In Massachusetts, a state law passed more than 30 years ago says that children under 6 years old cannot live in apartments that contain lead paint on certain high-risk surfaces, such as windowsills and baseboards. And if children suffer lead poisoning, landlords are legally liable. But state law also clearly says that landlords cannot discriminate against families with young children because their apartments are not deleaded. The only way landlords can comply with the law is to delead their apartments, a process that can easily cost $10,000 per unit. (There are some exceptions: Landlords who live in the building and rent out only one other unit, as well as some elderly landlords, are allowed to refuse families with children.)
"Most people don't do this voluntarily," John MacIsaac, president of ASAP Environmental, said of the deleading process. He estimates that he has inspected 19,000 houses for lead paint, including many in Boston. "It tends to cost a few dollars."

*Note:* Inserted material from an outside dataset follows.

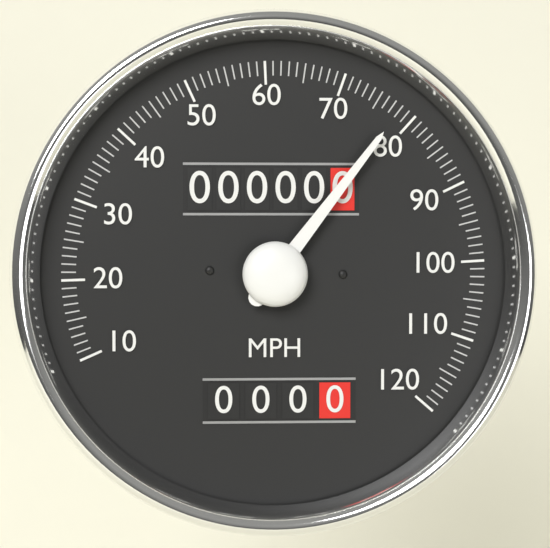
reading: 78 MPH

Grants and low- or no-interest loans are available to property owners; landlords who delead also get a $1,500 tax credit. But the burden can still be heavy.
"A lot of landlords are having a difficult time funding deleading a unit," said Allen Hebert, with the Massachusetts Rental Housing Association. "It's a big task. It also indirectly drives up the cost of housing."
A quick spin through apartment ads makes clear that some landlords advertise illegally that children are not welcome. Last week, the owner of a $1,500 two-bedroom rental in the "safest neighborhood in East Boston" added on his Craigslist entry: "Not a good family environment. The apartment has lead paint..." The owner of a $1,600 three-bedroom apartment in West Roxbury wrote: "Has NOT been tested for lead paint."
In January, the owner of a two-bedroom in Hyde Park said the "unit is not deleaded and would not work out with children under 6." The problem is not limited to the city. An ad for a $1,700 carriage house in Wellesley included this line: "The house is not deleaded so no children."
So where are families with children supposed to live? As we searched for housing, one realtor told my husband simply that the law says the apartment we were calling about could not be rented to anyone with young children because it had lead paint. He neglected to mention that the law prohibits discrimination.
Still, our story had a happy ending. We found a wonderful deleaded apartment -- only one of two we saw in our price range after weeks of intense searching -- in a quiet Cambridge neighborhood.
For other families, the ending isn't so sweet. "It creates a problem where sometimes families are forced to choose," said Ryan Torres, executive director of the Lead Action Collaborative in Dorchester. "Maybe they take an unsafe place. We need to change that."